Like I said in my comments, you can Google glFrustum and gluLookAt to see exactly what these matrices look like. If you're familiar with matrix math (and it looks like you are), you will then understand how the coordinates are transformed into a 2D perspective.

Here is some sample OpenGL code to make the View and Projection Matrices and Model matrix for a simple 30 degree rotation about the Y axis so you can see how the components that go into these matrices are calculated.

// The Projection Matrix

glMatrixMode (GL_PROJECTION);
glLoadIdentity ();
near = -camera.viewPos.z - shapeSize * 0.5;
if (near < 0.00001)
    near = 0.00001;

far = -camera.viewPos.z + shapeSize * 0.5;
if (far < 1.0)
    far = 1.0;
radians = 0.0174532925 * camera.aperture / 2; // half aperture degrees to radians
wd2 = near * tan(radians);
ratio = camera.viewWidth / (float) camera.viewHeight;
if (ratio >= 1.0) {
    left  = -ratio * wd2;
    right = ratio * wd2;
    top = wd2;
    bottom = -wd2;
} else {
    left  = -wd2;
    right = wd2;
    top = wd2 / ratio;
    bottom = -wd2 / ratio;
}

glFrustum (left, right, bottom, top, near, far);

// The View Matrix

glMatrixMode (GL_MODELVIEW);
glLoadIdentity ();
gluLookAt (camera.viewPos.x, camera.viewPos.y, camera.viewPos.z,
           camera.viewPos.x + camera.viewDir.x,
           camera.viewPos.y + camera.viewDir.y,
           camera.viewPos.z + camera.viewDir.z,
           camera.viewUp.x, camera.viewUp.y ,camera.viewUp.z);

// The Model Matrix

glRotatef (30.0, 0.0, 1.0, 0.0);

You'll see that glRotate actually does a quaternion rotation (angle of rotation plus a vector about which to do the rotation).

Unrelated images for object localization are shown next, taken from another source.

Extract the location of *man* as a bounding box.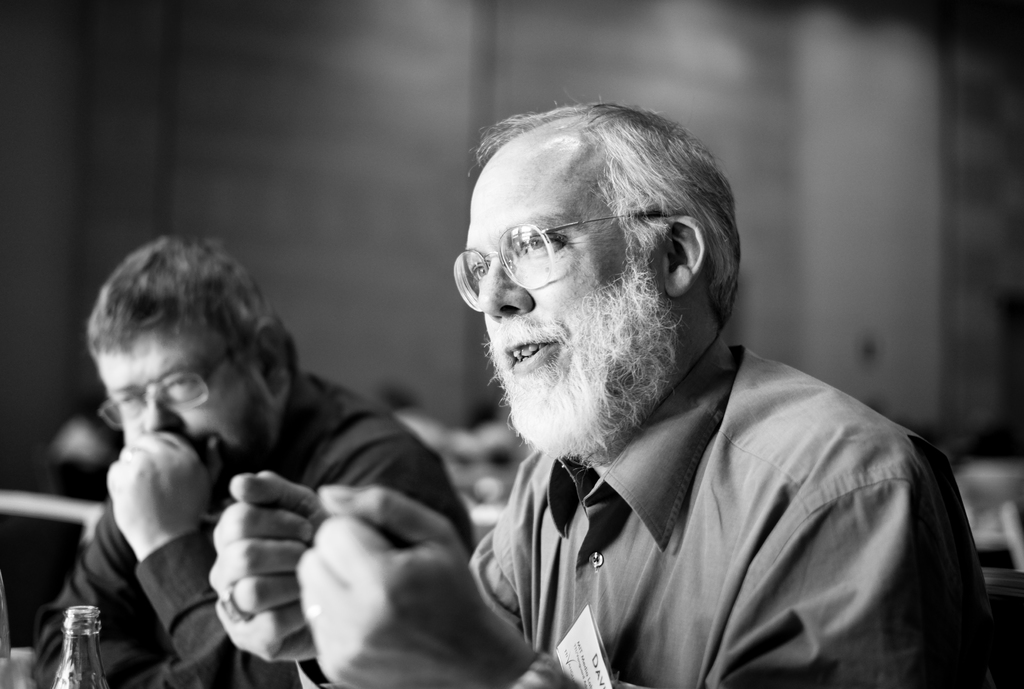
33 227 465 688.
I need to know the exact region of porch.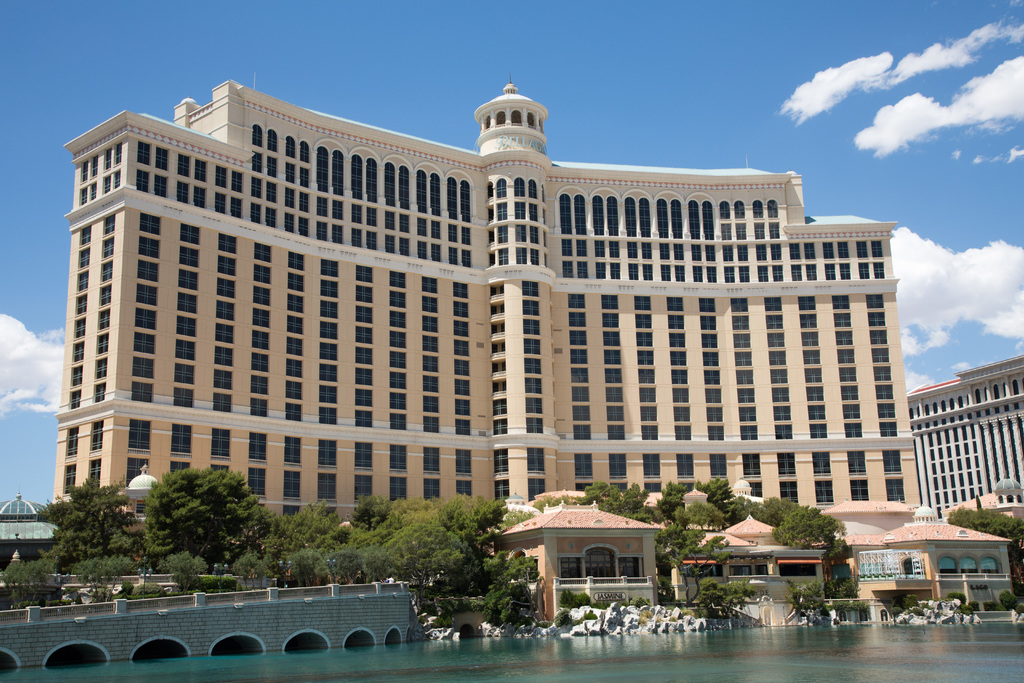
Region: region(689, 572, 822, 607).
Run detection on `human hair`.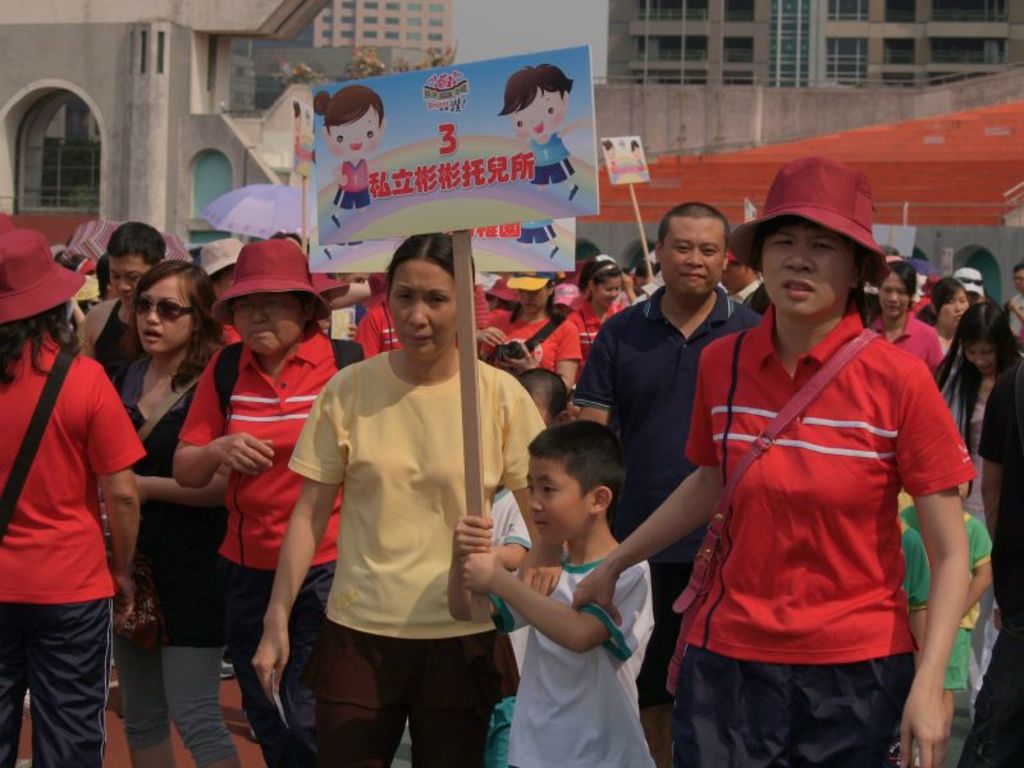
Result: x1=388, y1=230, x2=477, y2=298.
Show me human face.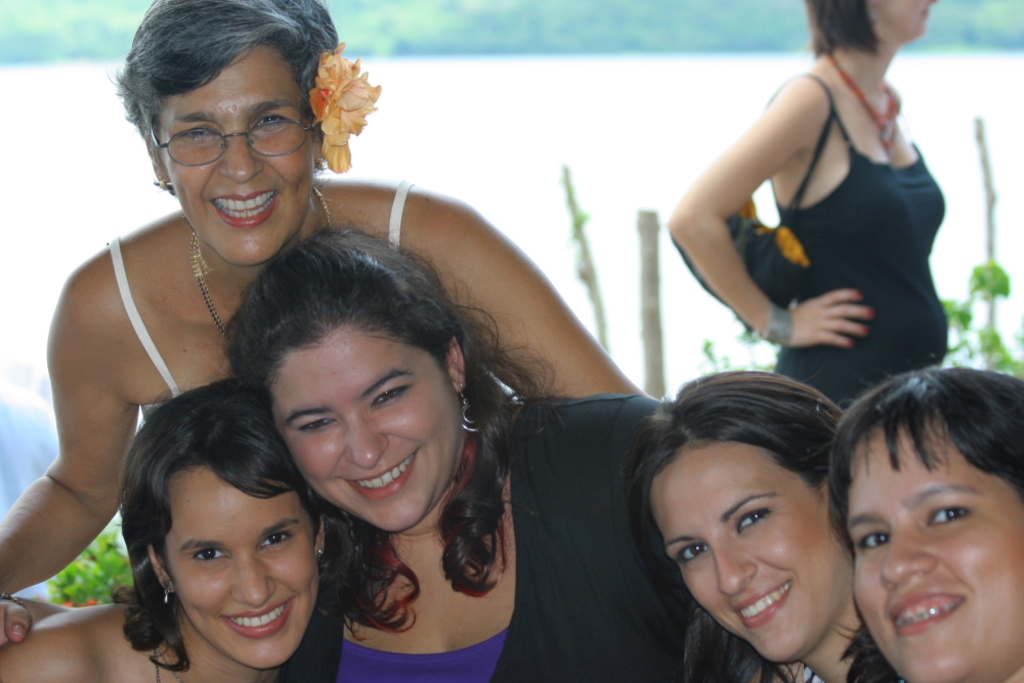
human face is here: rect(160, 46, 315, 261).
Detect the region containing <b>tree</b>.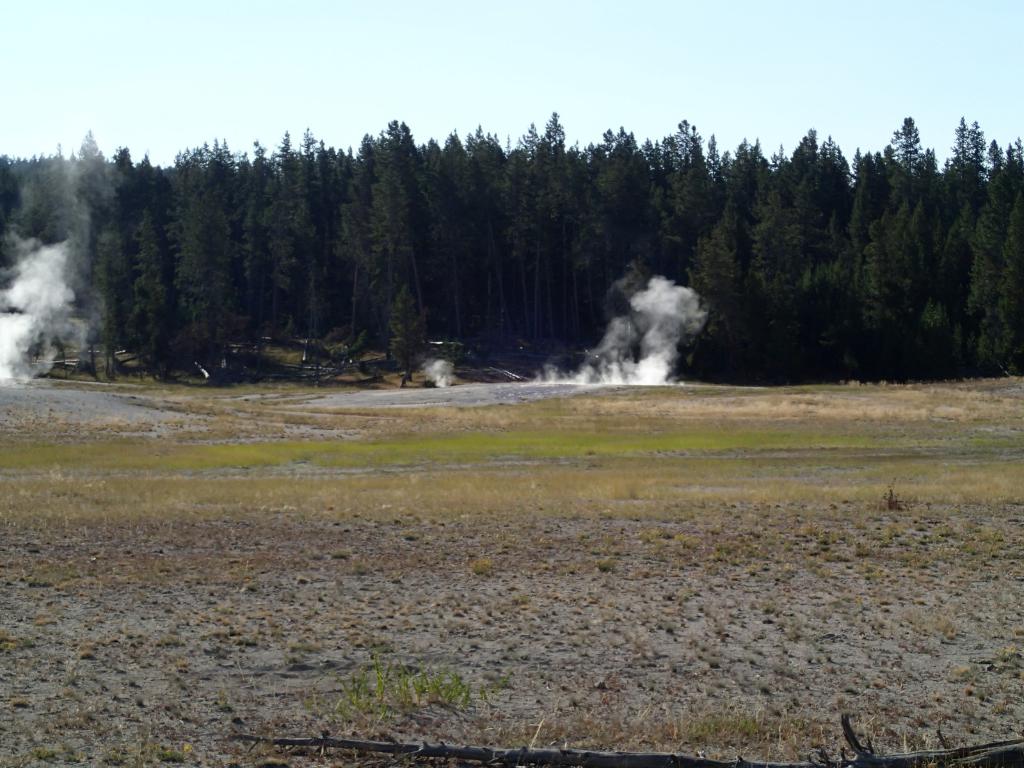
(677,109,751,399).
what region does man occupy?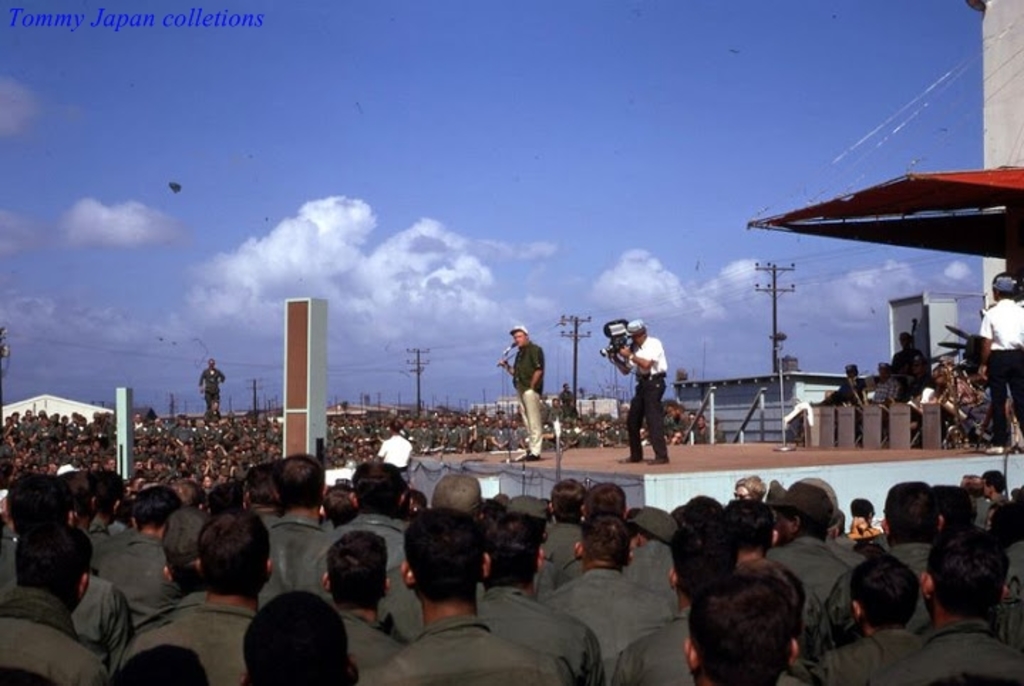
[260, 454, 333, 605].
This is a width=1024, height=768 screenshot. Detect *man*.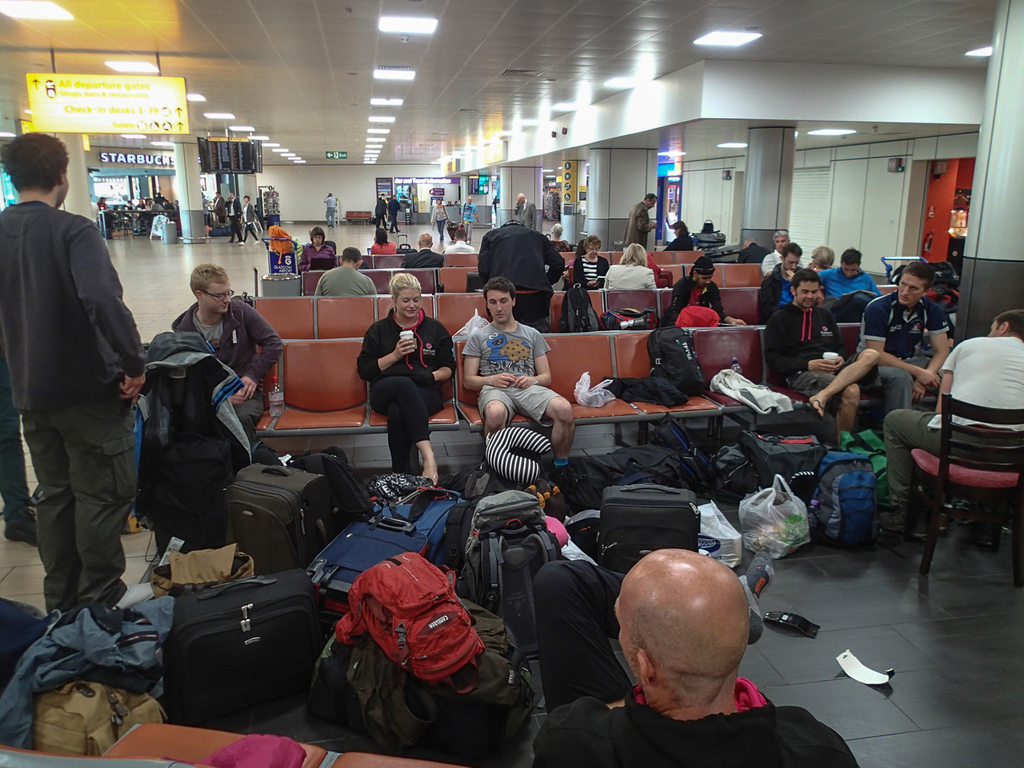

You could also do separate rotations about the X, Y and Z axis.

There's lot's of information on the web about how to form 4X4 matrices for rotations, translations and scales. If you do each of these separately, you'll need to multiply them to get the Model matrix. e.g:

If you have 4X4 matrices rotateX, rotateY, rotateZ, translate, scale, you might form your Model matrix by:

Model = scale * rotateX * rotateZ * rotateY * translate.

Order matters when you form the Model matrix. You'll get different results if you do the multiplication in a different order.

If your object is at the origin, I doubt you want to also put the camera at the origin.